CPC, 1908 · Part I · Place of Suing
Suits for immovable property situate within jurisdiction of different Courts
When one property straddles two or more courts — sue in any of them.
The bare Act
Where a suit is to obtain relief respecting, or compensation for wrong to, immovable property situate within the jurisdiction of different Courts, the suit may be instituted in any Court within the local limits of whose jurisdiction any portion of the property is situate:
Provided that, in respect of the value of the subject matter of the suit, the entire claim is cognizable by such Court.
How to read Section 17
§16 sends a property suit to the court where the property lies. But what if the property lies partly in one court’s area and partly in another’s? §17 solves that — it is a relaxation of §16 for property spread across different courts’ jurisdictions.
The suit may be instituted in any Court within whose local limits any portion of the property is situate. The plaintiff chooses — one suit, not one per court.
The court chosen must be competent in value — the entire claim (the whole subject-matter, not just the local portion) must be cognizable by it. Ties back to §6 pecuniary jurisdiction.
The scenario, in one picture
Because a portion lies in each court’s limits, the plaintiff may file the single suit in Court A, B, or C — whichever is convenient (so long as it can hear the whole claim).
Section 17, phrase by phrase
The proviso — a competence gate
Take the total value of the subject-matter of the suit — the entire property, across all the courts.
Its pecuniary jurisdiction (§6 + Civil Courts Act) must cover that full value.
If yes, that court can try the whole suit. If no, pick a court (with a portion) that can take the full value.
Example: a plot worth a total of ₹8,00,000 lies partly in Court A’s and partly in Court B’s limits. The suit may be filed in A or B — but only in a court whose pecuniary limit covers the full ₹8,00,000, not merely the slice within its area.
§16 vs §17 — at a glance
Sue in that court — the single court where the property is situate.
Sue in any one court a portion falls in — provided it can hear the whole value.
The Proviso — on its own (the value gate)

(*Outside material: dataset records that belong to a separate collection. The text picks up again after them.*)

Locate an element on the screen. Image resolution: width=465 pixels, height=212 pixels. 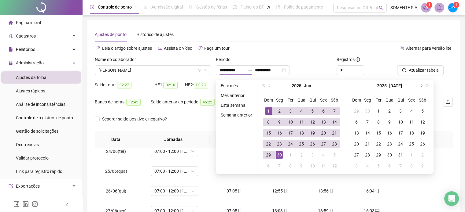
td: 2025-06-03 is located at coordinates (290, 111).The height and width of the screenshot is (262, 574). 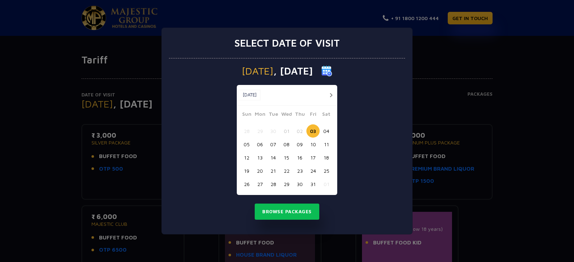 What do you see at coordinates (260, 144) in the screenshot?
I see `button: 06` at bounding box center [260, 144].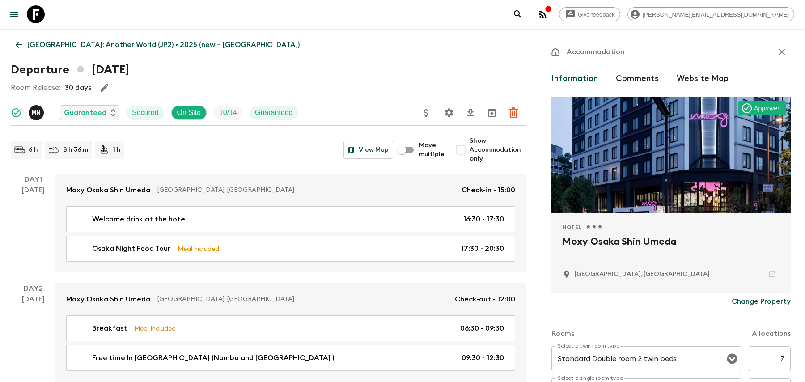 This screenshot has height=382, width=805. Describe the element at coordinates (513, 113) in the screenshot. I see `button: Delete` at that location.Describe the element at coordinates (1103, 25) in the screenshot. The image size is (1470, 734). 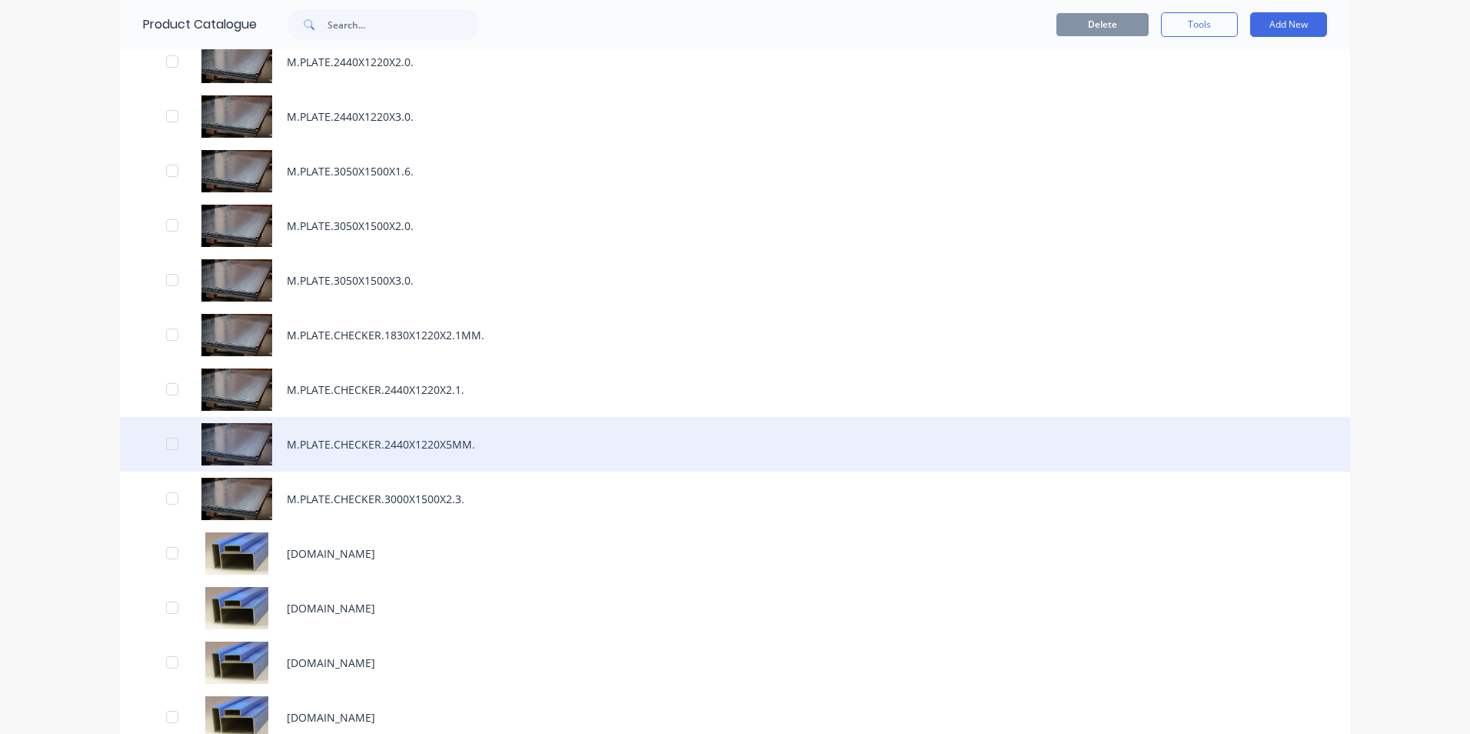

⚖️ You may pick a court — but it must fit the WHOLE claim
Property spans courts
The immovable property lies within different Courts’ local limits.
Pick any portion-court
Sue in any Court where a portion of the property is situate.
Value gate
That Court must be competent in value for the ENTIRE claim — not just the local portion.
Connected rules & sections
Property in one court’s limits goes to that court. §17 extends this to property spread over several.
The proviso turns on this — the court must be competent in value for the entire claim.
Among the courts a portion falls in, the suit still starts at the lowest competent grade.
The next problem — where it is doubtful in which court’s limits the property lies.
A wrong choice of forum must be taken early; it voids a decree only on failure of justice.
Decides how the value of the subject-matter is worked out for the proviso.
The plaint must identify the property — here, across the several jurisdictions.
For suits not about immovable property, the general §20 forum applies instead.